Mercy, Mercy Me: The Art, Loves and Demons of Marvin Gaye
Michael Dyson, author of this excellent work of “biocriticism,” teaches in the Humanities Department at Penn, is a Baptist preacher, and has written prior studies of Malcolm X, Martin Luther King and Tupac Shakur. In this examination of Marvin Gaye, he gives us a loving portrait of another giant figure in 20th-century American culture.
What’s new here? After all, other biographers — most notably David Ritz in Divided Soul — have given us competent and detailed studies of Gaye. Dyson covers some of the same required ground, detailing Marvin’s upbringing in D.C. in his father’s strict and abusive fundamentalist household, his tutelage in doo-wop in the late ’50s, and his string of successes at Motown (from 1962’s “Stubborn Kind Of Fellow” to his biggest single in 1968, “I Heard It Through The Grapevine”.) Dyson argues convincingly that the obvious brilliance of the latter production, along with its huge sales, gave Gaye the necessary clout to take on Motown chief Berry Gordy and extract the creative freedom he required to record his masterful album What’s Going On. Dyson confides how as a Detroit teen, “Inner City Blues”, with its frank appraisal of ghetto realities, “fed my hunger for social justice.”
Gaye had simply applied his devout Christian faith to problems that afflicted American society, such as war, poverty, racism, and pollution. He fused socially conscious lyrics with musical sophistication to create an album that represented a complete artistic statement.
Dyson breaks with the critical consensus in denying that Gaye’s next two albums — Let’s Get It On and I Want You — represent any diminution in quality. He contends both are successful concept albums that make courageous political statements in their sexual explicitness. These records reflect the storms of Marvin’s personal life, primarily his tempestuous marriages to Anna Gordy and Janis Hunter.
Gaye engaged in a lifelong effort to rid himself of the Puritanical hang-ups ingrained by his Pentecostal father. Through his career, Marvin attempted with mixed success to balance the themes of social justice, sex and spirituality in his art. These latter-day recordings especially reflect his identification with T.S. Eliott’s line that life consists primarily of birth, death, and copulation. Dyson sees them as erotic classics.
Gaye’s pathetic and drug-addled final year was highlighted by his unforgettable performance of the national anthem at the 1983 NBA All-Star Game. Arriving at L.A.’s Forum five minutes before he was due to sing, he proceeded to electrify the crowd with his impassioned, melismatic vocal. To some degree, he was compensating for his conservative reading of the anthem in Detroit before game four of the 1968 World Series — a rendering that had provoked stinging and hurtful criticism from Jose Feliciano, whose Latin-jazz version of the anthem ignited a firestorm the next day. Less than two months later, Gaye was shot and killed by Marvin Gaye Sr. in a case of what Dyson terms “suicide by proxy.”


→ Assignment
From the line that contains "where can I find 'man'?" to the last line of the entries, write each line out exactly; include both ends and nothing else.

· · · · · · ·

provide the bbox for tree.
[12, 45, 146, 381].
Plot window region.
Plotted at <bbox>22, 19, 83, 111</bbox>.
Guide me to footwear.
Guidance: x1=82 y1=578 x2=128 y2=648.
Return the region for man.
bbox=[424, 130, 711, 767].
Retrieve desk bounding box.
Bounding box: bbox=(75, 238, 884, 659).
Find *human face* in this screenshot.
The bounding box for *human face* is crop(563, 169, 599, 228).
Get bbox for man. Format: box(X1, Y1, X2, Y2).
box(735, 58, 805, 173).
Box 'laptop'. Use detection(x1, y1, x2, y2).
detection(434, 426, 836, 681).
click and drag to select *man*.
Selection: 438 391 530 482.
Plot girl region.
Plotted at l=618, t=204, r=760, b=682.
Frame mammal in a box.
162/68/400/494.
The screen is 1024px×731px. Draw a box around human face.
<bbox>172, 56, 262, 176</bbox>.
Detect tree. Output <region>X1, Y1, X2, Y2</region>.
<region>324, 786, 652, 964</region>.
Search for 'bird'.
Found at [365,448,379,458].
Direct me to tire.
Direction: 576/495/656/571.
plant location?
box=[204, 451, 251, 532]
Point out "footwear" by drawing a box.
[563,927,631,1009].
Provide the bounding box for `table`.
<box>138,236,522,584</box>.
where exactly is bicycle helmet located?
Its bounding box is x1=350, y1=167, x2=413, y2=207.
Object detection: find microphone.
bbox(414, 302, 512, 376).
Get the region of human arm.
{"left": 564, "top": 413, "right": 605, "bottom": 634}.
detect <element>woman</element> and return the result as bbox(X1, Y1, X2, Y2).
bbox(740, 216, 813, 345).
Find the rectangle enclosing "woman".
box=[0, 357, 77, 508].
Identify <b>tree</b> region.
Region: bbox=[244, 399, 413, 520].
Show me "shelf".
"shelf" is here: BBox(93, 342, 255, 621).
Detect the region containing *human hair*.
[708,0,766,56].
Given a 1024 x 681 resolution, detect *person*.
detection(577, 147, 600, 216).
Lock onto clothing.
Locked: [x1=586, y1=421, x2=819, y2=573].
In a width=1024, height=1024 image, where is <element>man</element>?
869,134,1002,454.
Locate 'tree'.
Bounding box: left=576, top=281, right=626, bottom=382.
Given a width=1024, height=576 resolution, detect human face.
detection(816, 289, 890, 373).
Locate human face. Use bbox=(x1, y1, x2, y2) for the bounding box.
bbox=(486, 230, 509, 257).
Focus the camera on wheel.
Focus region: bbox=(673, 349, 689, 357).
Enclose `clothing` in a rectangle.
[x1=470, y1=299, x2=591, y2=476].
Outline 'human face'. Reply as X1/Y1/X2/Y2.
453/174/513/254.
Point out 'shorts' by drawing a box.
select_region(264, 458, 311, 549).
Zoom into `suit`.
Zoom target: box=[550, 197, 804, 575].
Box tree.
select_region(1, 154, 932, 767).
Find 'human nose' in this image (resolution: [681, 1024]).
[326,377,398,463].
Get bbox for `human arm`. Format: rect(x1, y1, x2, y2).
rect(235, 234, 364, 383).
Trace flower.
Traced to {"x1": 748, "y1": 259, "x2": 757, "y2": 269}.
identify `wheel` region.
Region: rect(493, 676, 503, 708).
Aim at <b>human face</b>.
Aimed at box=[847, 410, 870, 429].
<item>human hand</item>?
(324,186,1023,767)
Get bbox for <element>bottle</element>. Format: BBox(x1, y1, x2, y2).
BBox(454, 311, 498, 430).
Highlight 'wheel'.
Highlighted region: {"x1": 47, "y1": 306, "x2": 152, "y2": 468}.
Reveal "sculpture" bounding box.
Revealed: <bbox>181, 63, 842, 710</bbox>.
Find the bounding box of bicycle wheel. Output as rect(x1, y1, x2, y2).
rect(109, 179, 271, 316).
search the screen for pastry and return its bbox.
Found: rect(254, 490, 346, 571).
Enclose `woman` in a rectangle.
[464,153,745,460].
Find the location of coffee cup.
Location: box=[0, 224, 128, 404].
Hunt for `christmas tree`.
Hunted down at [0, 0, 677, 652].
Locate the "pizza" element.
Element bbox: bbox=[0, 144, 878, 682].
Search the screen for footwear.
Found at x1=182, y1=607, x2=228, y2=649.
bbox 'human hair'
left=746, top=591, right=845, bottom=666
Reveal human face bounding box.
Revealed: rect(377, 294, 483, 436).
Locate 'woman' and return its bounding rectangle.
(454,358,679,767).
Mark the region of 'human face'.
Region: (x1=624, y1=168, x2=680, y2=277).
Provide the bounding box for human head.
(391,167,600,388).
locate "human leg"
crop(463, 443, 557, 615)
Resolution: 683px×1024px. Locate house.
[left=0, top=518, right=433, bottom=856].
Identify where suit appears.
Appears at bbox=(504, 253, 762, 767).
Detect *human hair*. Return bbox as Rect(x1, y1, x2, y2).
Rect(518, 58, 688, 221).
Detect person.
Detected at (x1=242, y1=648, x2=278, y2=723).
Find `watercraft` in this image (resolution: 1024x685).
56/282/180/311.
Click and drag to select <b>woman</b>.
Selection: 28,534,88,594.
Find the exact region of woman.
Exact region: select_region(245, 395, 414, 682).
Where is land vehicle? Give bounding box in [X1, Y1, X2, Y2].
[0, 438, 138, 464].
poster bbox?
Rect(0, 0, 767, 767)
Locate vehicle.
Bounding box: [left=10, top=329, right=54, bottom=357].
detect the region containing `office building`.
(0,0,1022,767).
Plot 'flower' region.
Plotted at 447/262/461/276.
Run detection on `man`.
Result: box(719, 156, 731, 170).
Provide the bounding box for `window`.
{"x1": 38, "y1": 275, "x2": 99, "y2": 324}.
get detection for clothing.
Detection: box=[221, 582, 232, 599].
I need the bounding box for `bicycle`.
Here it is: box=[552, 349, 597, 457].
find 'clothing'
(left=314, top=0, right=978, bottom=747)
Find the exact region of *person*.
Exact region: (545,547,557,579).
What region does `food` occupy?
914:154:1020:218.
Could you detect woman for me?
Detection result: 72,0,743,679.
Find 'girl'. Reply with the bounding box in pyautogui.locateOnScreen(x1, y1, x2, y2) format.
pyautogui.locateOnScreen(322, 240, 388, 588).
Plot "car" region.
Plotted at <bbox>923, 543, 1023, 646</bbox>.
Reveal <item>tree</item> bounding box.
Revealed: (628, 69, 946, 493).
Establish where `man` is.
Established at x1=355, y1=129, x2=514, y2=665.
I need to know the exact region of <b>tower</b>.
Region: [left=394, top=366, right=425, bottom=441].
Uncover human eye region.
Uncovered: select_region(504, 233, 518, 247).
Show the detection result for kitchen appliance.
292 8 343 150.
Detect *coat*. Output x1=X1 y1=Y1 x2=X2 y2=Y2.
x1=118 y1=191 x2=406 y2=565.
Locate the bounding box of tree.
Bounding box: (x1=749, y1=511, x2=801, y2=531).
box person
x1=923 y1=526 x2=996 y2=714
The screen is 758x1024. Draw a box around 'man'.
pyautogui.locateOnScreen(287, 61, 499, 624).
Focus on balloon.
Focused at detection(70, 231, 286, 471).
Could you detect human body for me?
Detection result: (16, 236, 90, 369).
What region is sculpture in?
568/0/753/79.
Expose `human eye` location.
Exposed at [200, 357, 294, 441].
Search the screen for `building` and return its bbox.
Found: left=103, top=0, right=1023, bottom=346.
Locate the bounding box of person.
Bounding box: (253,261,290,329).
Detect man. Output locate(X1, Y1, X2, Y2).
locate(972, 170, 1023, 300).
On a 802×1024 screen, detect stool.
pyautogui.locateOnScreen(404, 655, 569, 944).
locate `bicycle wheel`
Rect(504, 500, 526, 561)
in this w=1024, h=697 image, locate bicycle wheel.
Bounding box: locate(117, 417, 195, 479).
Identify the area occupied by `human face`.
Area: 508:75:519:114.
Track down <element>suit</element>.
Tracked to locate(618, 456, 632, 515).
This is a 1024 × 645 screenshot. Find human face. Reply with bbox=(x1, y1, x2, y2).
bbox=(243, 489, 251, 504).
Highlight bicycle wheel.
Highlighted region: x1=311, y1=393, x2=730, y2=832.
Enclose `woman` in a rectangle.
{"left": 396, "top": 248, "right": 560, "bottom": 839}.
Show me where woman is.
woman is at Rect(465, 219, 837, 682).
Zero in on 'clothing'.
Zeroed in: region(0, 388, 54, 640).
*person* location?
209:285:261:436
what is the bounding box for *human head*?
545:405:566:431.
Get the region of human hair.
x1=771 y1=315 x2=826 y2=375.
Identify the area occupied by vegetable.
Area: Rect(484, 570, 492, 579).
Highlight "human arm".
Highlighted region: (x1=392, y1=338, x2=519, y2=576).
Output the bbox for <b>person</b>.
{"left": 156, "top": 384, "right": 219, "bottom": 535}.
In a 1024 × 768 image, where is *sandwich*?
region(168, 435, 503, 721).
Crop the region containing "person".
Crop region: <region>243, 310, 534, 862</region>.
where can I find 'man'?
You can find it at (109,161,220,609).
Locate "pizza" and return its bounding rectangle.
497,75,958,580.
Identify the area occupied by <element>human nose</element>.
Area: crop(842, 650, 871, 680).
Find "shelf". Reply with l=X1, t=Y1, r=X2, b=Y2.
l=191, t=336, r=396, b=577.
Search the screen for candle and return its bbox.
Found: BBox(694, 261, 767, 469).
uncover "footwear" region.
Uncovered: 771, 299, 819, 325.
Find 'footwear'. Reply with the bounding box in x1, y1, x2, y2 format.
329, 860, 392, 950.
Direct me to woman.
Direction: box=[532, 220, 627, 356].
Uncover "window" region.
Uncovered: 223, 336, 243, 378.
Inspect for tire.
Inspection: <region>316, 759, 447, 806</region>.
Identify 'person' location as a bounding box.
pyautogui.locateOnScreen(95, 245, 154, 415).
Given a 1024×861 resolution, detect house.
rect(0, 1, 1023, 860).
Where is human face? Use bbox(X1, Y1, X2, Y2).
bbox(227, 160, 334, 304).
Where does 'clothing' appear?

· · · · · · ·

→ Solution for this exercise
where can I find 'man'?
You can find it at (109,161,220,609).
Locate "pizza" and return its bounding rectangle.
497,75,958,580.
Identify the area occupied by <element>human nose</element>.
Area: crop(842, 650, 871, 680).
Find "shelf". Reply with l=X1, t=Y1, r=X2, b=Y2.
l=191, t=336, r=396, b=577.
Search the screen for candle and return its bbox.
Found: BBox(694, 261, 767, 469).
uncover "footwear" region.
Uncovered: 771, 299, 819, 325.
Find 'footwear'. Reply with the bounding box in x1, y1, x2, y2 format.
329, 860, 392, 950.
Direct me to woman.
Direction: box=[532, 220, 627, 356].
Uncover "window" region.
Uncovered: 223, 336, 243, 378.
Inspect for tire.
Inspection: <region>316, 759, 447, 806</region>.
Identify 'person' location as a bounding box.
pyautogui.locateOnScreen(95, 245, 154, 415).
Given a 1024×861 resolution, detect house.
rect(0, 1, 1023, 860).
Where is human face? Use bbox(X1, Y1, X2, Y2).
bbox(227, 160, 334, 304).
Where does 'clothing' appear?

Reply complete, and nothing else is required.